Victoria state in Australia has a population of 6.8m, about the same as the island of Ireland. Its capital, Melbourne, saw a sharp increase in cases of COVID-19 in recent months and imposed strong lockdown measures. On Sunday, borrowing an expression from the cricket commentators, the state’s public health officials announced another ‘doughnut day’.

A doughnut, also known as a duck, describes the failure of the player departing the field to score a single run, dismissed for a big fat zero.

The republic’s health officials have been careful to compare the recent incidence of new infections

The officials were not talking about cricket – they were talking about the absence of new cases of COVID-19. There have been no cases at all – zilch, zero. Ireland, both north and south, has been registering up to 2,000 per day in recent weeks.

The republic’s health officials have been careful to compare the recent incidence of new infections – now moderating, but at levels well above the records set during the first wave – with the figures elsewhere in Europe, where most countries have seen even worse numbers.

Europe’s emergence as the epicentre of the COVID-19 pandemic needs some explaining

There has been a studied reluctance to offer comparisons with the best non-European performers, of which Australia is just one example. ‘State beating almost all European countries in fight to control virus’ trumpeted The Irish Times on Saturday last.

Europe’s emergence as the epicentre of the COVID-19 pandemic needs some explaining. According to the daily tally from the AFP news agency, Europe, with about 7% of the planet’s population, has recently been registering almost half of the worldwide daily total of new infections.

Positive cases have been falling in some regions and the loss of control in Europe has alarmed the World Health Organisation. How could this wealthy region, equipped with stable governments and well-developed health infrastructure, which had relative success in containing the first wave, have failed so badly in avoiding the second?

There are varieties of the virus, equally dangerous it would appear, but possessing a signature that the geneticists can use to trace channels of transmission

Researchers at the University of Basel in Switzerland seem to have come up with a partial answer. There are varieties of the virus, equally dangerous it would appear, but possessing a signature that the geneticists can use to trace channels of transmission.

One variant is called 20A.EU1 and the international research team has reported that the strain, originally observed in Spain, has been spreading across Europe since July. There was no effective testing at most European airports until recently and there is still none in Ireland.

The study estimates that up to 80% of current infections in some European countries (the figure for the 56 Irish samples is 60%) have the signature of this Spanish-originating variant, which points the finger at returning holidaymakers.

There is a pattern that indicates the spread out of Spain has been greatest in countries that had quarantine-free travel or had ineffective or unenforced quarantine requirements.

It follows that two errors were made during the summer, in Ireland and elsewhere in Europe

The 60% estimate for Ireland does not mean that all those who tested positive had been to Spain, but it looks as if introduction from Spain was a major component in the second wave, additional to the reservoir of disease still left over from the incomplete suppression of the first. The full report can be found here.

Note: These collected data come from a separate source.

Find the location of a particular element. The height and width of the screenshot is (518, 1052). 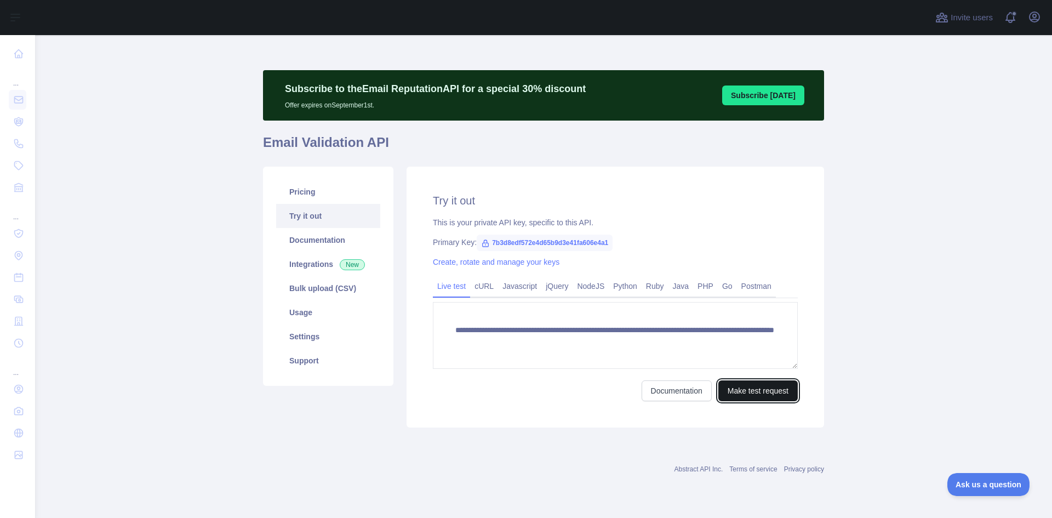

p: Subscribe to the Email Reputation API for a special 30 % discount is located at coordinates (435, 89).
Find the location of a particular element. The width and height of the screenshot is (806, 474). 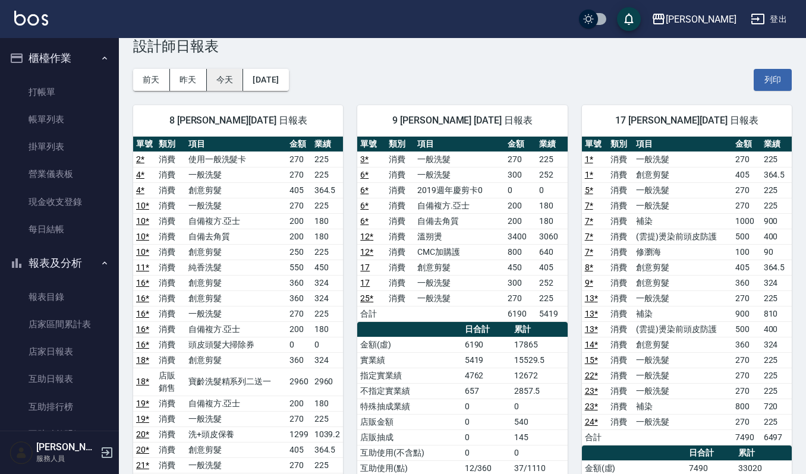

td: 100 is located at coordinates (746, 252).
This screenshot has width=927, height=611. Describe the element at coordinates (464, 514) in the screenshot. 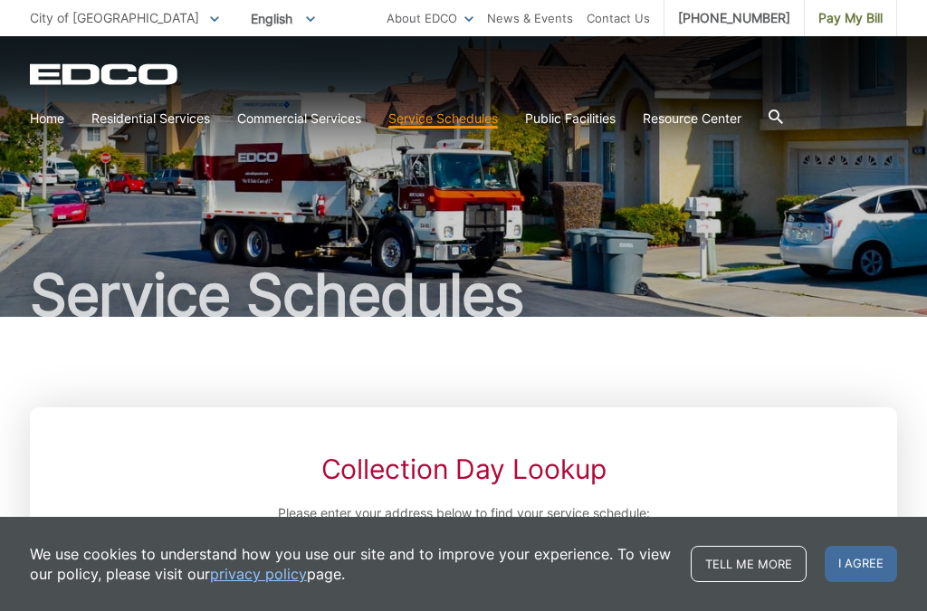

I see `p: Please enter your address below to find your service schedule:` at that location.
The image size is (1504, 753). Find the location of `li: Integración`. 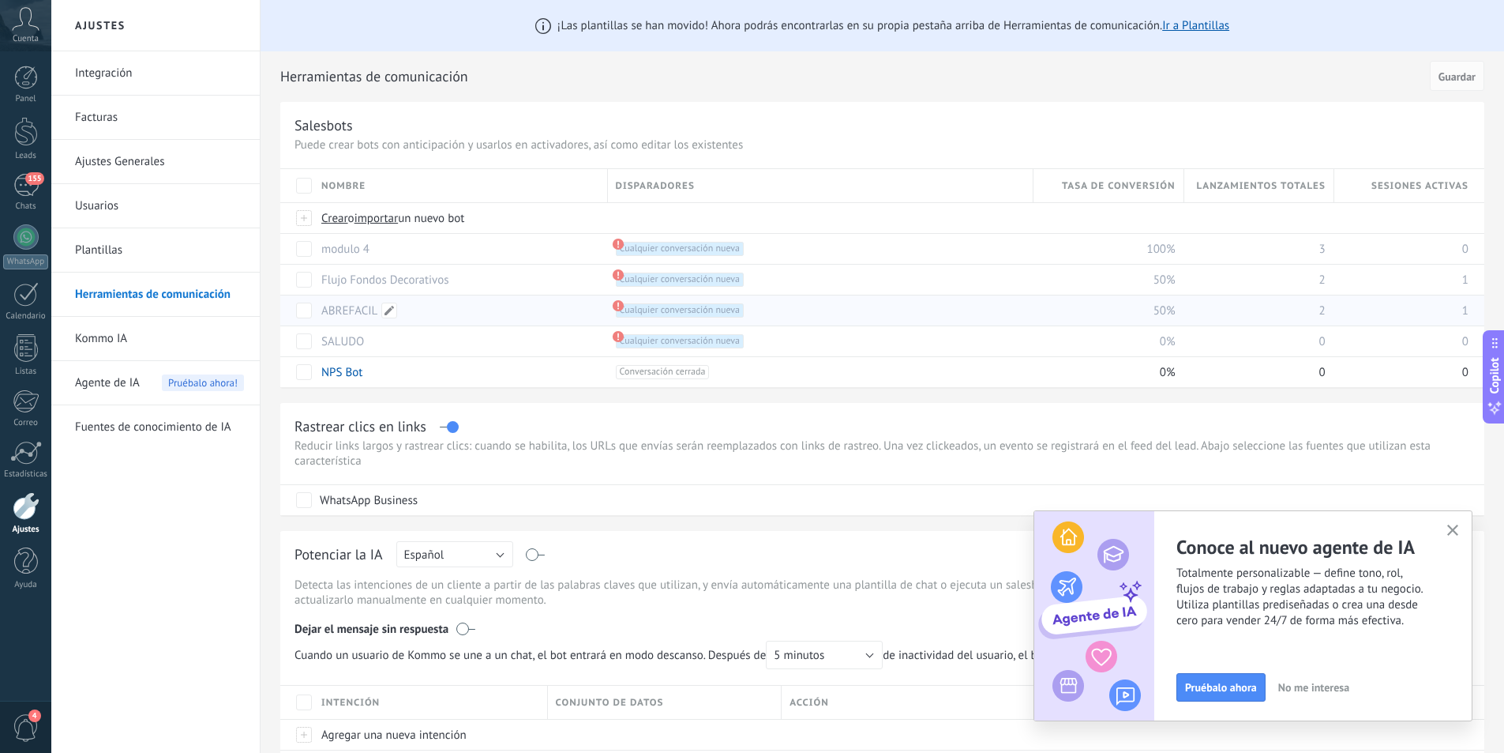

li: Integración is located at coordinates (156, 73).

It follows that two errors were made during the summer, in Ireland and elsewhere in Europe. The first was premature reopening, before the first wave had truly been suppressed and before an adequate test and trace capability had been implemented.

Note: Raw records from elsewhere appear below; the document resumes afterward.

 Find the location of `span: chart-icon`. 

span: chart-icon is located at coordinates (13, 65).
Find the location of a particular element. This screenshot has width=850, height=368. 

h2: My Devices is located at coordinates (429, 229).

The second was the failure to introduce, until recently, pre-departure testing at airports, still not available in Ireland, although most major European airports have finally got systems in place.

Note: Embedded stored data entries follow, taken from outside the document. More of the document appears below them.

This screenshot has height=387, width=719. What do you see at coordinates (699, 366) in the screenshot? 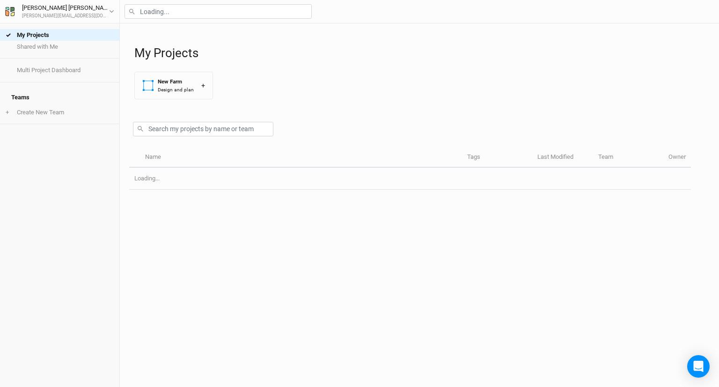
I see `div: Open Intercom Messenger` at bounding box center [699, 366].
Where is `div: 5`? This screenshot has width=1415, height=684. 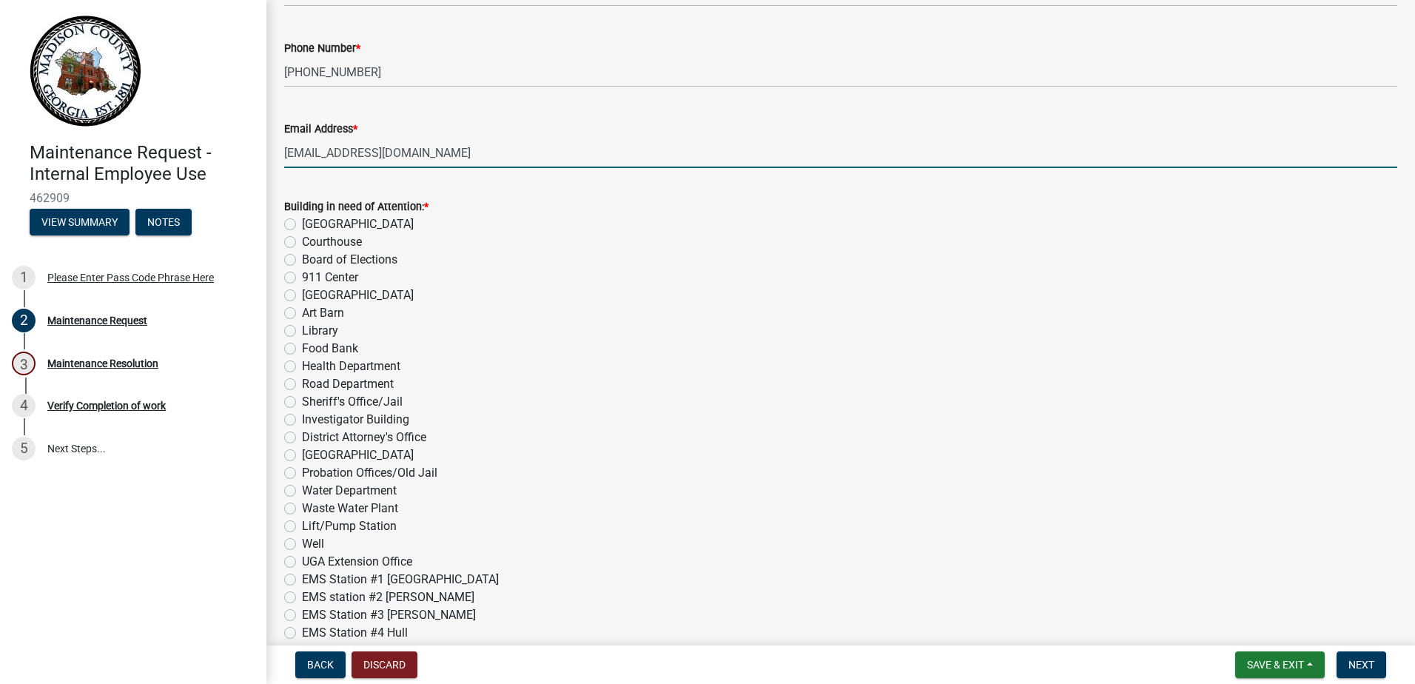
div: 5 is located at coordinates (24, 448).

It was Europe’s misfortune that a major new outbreak should have arisen in Spain, where the government had bowed to pressure and reopened inbound tourism from June onwards. The countries with the fewest effective restrictions on travel to Spain have shown the greatest concentration of the Spain-originating version of the virus.

The Basel study says that most of these cases could have been seeded by whatever numbers returned from Spain

When new cases began to rise rapidly in Ireland in September, the public health committee reported that very few cases were connected to travel, attributing most to what they call ‘community transmission’. The Basel study says that most of these cases could have been seeded by whatever numbers returned from Spain.

The last word goes to Emma Hodcroft, quoted in The Financial Times: “Long-term border closures and severe travel restrictions aren’t feasible or desirable, but from the spread of 20A.EU1, it seems clear that the measures in place were often not sufficient to stop onward transmission of introduced variants this summer.

“When countries have worked hard to get SARS-CoV-2 cases down to low numbers, identifying better ways to ‘open up’ without risking a rise in cases is critical.”